Wildlife Loss
Wildlife is worth more alive than dead.
This is the core message, central to the efforts to protect the world’s most vulnerable animals, people and natural spaces. What this message eludes to is the complexity of wildlife conservation, which not only includes research, monitoring, management of wildlife and ecology, and ecotourism programs, but also efforts like:
- Mitigating human wildlife conflict – such an elephant eating your crops right before a harvest that will support your family’s school fees
- Reducing food insecurity – desperate times call for desperate measures. Families that are food insecure are more likely to poach for subsistence (food for their table) and to be lured into organized poaching rings for big game like rhino horn or ivory.
- Reducing inequality – imagine living right outside a game reserve where people visit from around the world, paying thousands of dollars to stay at a luxury reserve, while you’ve never seen an elephant in the wild. How can we expect people to protect something they’ve never experienced?
- Education – from formal schools to bush education to adult training centers, wildlife conservation is about community upliftment and providing opportunities for rural communities who otherwise would have few.
- Infrastructure and Services – increased presence from tourism or research means more traffic to an area. This typically prompts investments in things like roads, electricity, water pumps, and more. It’s vital to include communities in all stages of proposed development.
- Balancing maintaining cultural traditions with conservation – working with communities means understanding cultural heritage, including traditional medicines and rituals and working with leaders to find middle ground solutions to practices that may hard vulnerable wildlife.
What does all of this lead to? A wildlife economy.
An economy where wildlife is worth more alive than dead. An economy that is diversified, low risk, locally sustained, and locally controlled.
Some statistics:
- There are approximately 6,000 African wild dogs (painted dogs) left in the wild and the species is considered endangered.
- With one rhino poached every 10 hours and, rhinos are a critically endangered species.
- An estimated 100 African elephants are poached every day.
- Giraffes are now on the endangered species list.
Wildlife and wild spaces need to be protected, not just because they have a natural right to be here just as much as humans do, but also because they are necessary for ecological balance and the health of our world, and in turn, the health of our economies and other human systems.
“But perhaps the most important lesson I learned is that there are no walls between humans and the elephants except those that we put up ourselves, and that until we allow not only elephants, but all living creatures their place in the sun, we can never be whole ourselves.”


Show, in full, each line of the data that contains "bounding".
==== AVAILABLE RECORDS
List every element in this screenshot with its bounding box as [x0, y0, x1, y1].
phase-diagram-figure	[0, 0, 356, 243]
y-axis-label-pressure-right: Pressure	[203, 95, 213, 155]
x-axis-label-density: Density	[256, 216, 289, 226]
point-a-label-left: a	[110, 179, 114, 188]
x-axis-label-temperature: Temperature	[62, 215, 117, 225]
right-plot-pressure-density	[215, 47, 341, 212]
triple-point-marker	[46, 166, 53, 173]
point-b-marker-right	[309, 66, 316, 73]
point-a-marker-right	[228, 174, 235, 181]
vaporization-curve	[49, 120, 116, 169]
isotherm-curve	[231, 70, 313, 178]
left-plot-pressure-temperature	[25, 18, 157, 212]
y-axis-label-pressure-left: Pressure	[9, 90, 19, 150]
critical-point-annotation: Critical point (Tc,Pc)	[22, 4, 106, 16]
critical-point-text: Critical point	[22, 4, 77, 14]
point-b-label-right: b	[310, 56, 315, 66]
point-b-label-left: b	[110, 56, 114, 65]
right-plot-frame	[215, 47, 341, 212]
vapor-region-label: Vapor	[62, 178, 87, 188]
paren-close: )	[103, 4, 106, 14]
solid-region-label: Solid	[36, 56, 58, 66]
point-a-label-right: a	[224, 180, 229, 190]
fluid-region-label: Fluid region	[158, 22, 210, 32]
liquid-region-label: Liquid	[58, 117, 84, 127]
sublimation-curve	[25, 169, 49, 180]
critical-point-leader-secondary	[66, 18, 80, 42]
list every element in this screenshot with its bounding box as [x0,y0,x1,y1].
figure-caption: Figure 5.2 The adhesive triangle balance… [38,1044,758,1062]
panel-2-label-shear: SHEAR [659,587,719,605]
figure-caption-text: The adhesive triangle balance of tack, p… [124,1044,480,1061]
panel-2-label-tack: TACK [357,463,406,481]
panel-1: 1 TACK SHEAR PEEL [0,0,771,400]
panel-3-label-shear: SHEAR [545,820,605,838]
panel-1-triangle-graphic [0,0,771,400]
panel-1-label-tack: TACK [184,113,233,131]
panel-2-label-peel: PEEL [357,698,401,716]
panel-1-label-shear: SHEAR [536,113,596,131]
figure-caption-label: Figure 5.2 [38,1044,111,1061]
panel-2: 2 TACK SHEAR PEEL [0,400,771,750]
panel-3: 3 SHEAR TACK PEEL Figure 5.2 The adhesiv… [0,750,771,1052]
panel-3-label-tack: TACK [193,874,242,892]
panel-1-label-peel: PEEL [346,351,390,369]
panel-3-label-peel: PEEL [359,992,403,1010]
========
SOLUTION BELOW:
List every element in this screenshot with its bounding box as [x0, y0, x1, y1].
list every element in this screenshot with its bounding box as [x0,y0,x1,y1].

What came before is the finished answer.